Perhaps the worst effect is a sense of desperation and panic, isolation and loneliness – it feels like this has been going on forever and doesn’t look like it will ever end; every failure feels like the end of the world; like there’s no light at the end of the tunnel. You feel helpless and are sure that it’s hopeless.
This is not a war between the left and right sides of our brains. This is usually not our being taken over by an evil spirit that needs exorcised psychologically.
This is usually a battle between two sides of us that split apart because of terrible, overwhelming pressure when we were kids. Back then, we didn’t know how to cope with the horror so we split into two strategies that have been battling with childlike intensity and devotion ever since.
On the one hand, we fight to feel inspired and centered and to do our best; to be courageous and bold and fierce; to try hard, be joyous and hope for success. On the other hand, we fight to make us docile and not try to rise above our meager lot in life, to accept what they tell us and give up struggling against them so they’ll let us survive, to motivate ourselves by whipping ourselves so we’ll make enough effort and do the right things, and maybe then they’ll give us something in return and we’ll have those feelings of peace and joy.
Both voices want us to survive and to feel centered, peaceful and filled with joy. Each takes an opposite path to get there. Instead of a psychological exorcism, we need an internal reconciliation and a release from old battles with our external oppressors and between our internal, battling voices.
The inner goal is clear: We’ll be whole and unified, both sides will be working together toward the same end (http://www.bulliesbegoneblog.com/2008/04/25/getting-over-parents-who-wound-their-children-the-2nd-stage-of-growing-up-and-leaving-home/#more-35): the different possibilities for action will be presented to us in the encouraging voices of coaches; we’ll be inspired and motivated by encouragement, not whipping: we’ll have an adult sense of our strength and capability; we’ll feel like we can cope successfully without tight control over everything and we’ll act in a timely manner; situations won’t put us into a panic; mistakes won’t be a portent of doom.

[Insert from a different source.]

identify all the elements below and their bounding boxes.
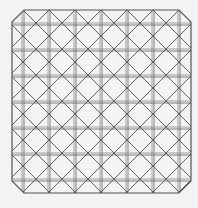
lattice-diagram [0,0,198,208]
lattice-svg [0,0,198,208]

For example, Jane finally made internal peace. Her warring sides accepted that they had the same outcome – making a good life for her, filling her with the joy she’d always wanted to feel. They realized that neither side could defeat the other; their only hope was to work together using adult strategies of motivating her to take actions that would help her succeed. They saw that her situation now, in middle age, was very different from when she was a helpless child and had to depend on parents who seemed to despise her character, personality and style.
In order to end the external war, she moved far away from her birth family and cut off contact. She started a new life. She knew she’d have to bear unbearable loneliness until she made friends and loves worth having. It wasn’t easy but she did it. You can too.